The uncomfortable truth is simpler.
The system we have today is the one we asked for.
Investors demanded discipline after years of value destruction. Management teams delivered it. Governments demanded price stability without excess profits. Markets adjusted. Consumers wanted reliable energy without volatility. Inventories were optimized. Buffers were reduced. Resilience was quietly traded for efficiency.
None of this happened accidentally.
The result is an energy market that works well—until it doesn’t. Not because it is broken, but because it has been engineered to operate with minimal slack. Capital efficiency replaced redundancy. Just‑in‑time replaced just‑in‑case. The trade‑offs were known at the time.
What changed is that multiple stresses now arrive at once.
Rebuilding is widespread. Infrastructure is aging. Demand is persistent even when growth slows. Natural gas is globalizing without becoming flexible. Oil supply is disciplined by design. Policy tools are used more frequently, reducing their signaling power. Inventories are leaned on more often, reducing their margin of safety.
None of these developments, taken alone, would be destabilizing. Together, they create a system that is less forgiving of surprise.
This is why so much contemporary commentary feels unsatisfying. It searches for villains when the real driver is alignment. Incentives are doing exactly what they are supposed to do. Capital is behaving rationally. Producers are acting within constraints. Governments are managing outcomes rather than causes. Consumers are insulated—until they aren’t.
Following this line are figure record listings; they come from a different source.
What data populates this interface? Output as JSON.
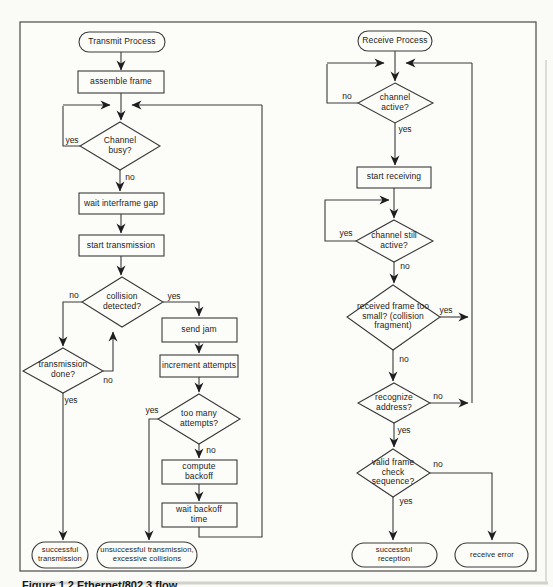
{
  "caption": {
    "text": "Figure 1.2   Ethernet/802.3 flow"
  },
  "diagram": {
    "transmit": {
      "start": "Transmit Process",
      "assemble_frame": "assemble frame",
      "channel_busy": "Channel busy?",
      "channel_busy_yes": "yes",
      "channel_busy_no": "no",
      "wait_interframe_gap": "wait interframe gap",
      "start_transmission": "start transmission",
      "collision_detected": "collision detected?",
      "collision_detected_no": "no",
      "collision_detected_yes": "yes",
      "transmission_done": "transmission done?",
      "transmission_done_no": "no",
      "transmission_done_yes": "yes",
      "send_jam": "send jam",
      "increment_attempts": "increment attempts",
      "too_many_attempts": "too many attempts?",
      "too_many_attempts_yes": "yes",
      "too_many_attempts_no": "no",
      "compute_backoff": "compute backoff",
      "wait_backoff_time": "wait backoff time",
      "successful_transmission": "successful transmission",
      "unsuccessful_transmission": "unsuccessful transmission, excessive collisions"
    },
    "receive": {
      "start": "Receive Process",
      "channel_active": "channel active?",
      "channel_active_no": "no",
      "channel_active_yes": "yes",
      "start_receiving": "start receiving",
      "channel_still_active": "channel still active?",
      "channel_still_active_yes": "yes",
      "channel_still_active_no": "no",
      "frame_too_small": "received frame too small? (collision fragment)",
      "frame_too_small_yes": "yes",
      "frame_too_small_no": "no",
      "recognize_address": "recognize address?",
      "recognize_address_no": "no",
      "recognize_address_yes": "yes",
      "valid_fcs": "valid frame check sequence?",
      "valid_fcs_no": "no",
      "valid_fcs_yes": "yes",
      "successful_reception": "successful reception",
      "receive_error": "receive error"
    }
  }
}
The industry has not failed to respond. It has responded precisely as instructed.
Calls for abundance ignore investor memory. Calls for transition ignore sequencing. Calls for restraint ignore physics. Calls for growth ignore returns. Each argument is partially right and collectively incoherent.
What binds them is an unspoken assumption: that resilience will appear on demand when stress arrives.
History suggests otherwise.
Resilience is built in advance. It costs money. It requires excess capacity, inventory, redundancy, and tolerance for inefficiency. Those features were systematically removed over the last decade because they were penalized by markets and criticized by policymakers. Their absence now is not a mystery. It is an outcome.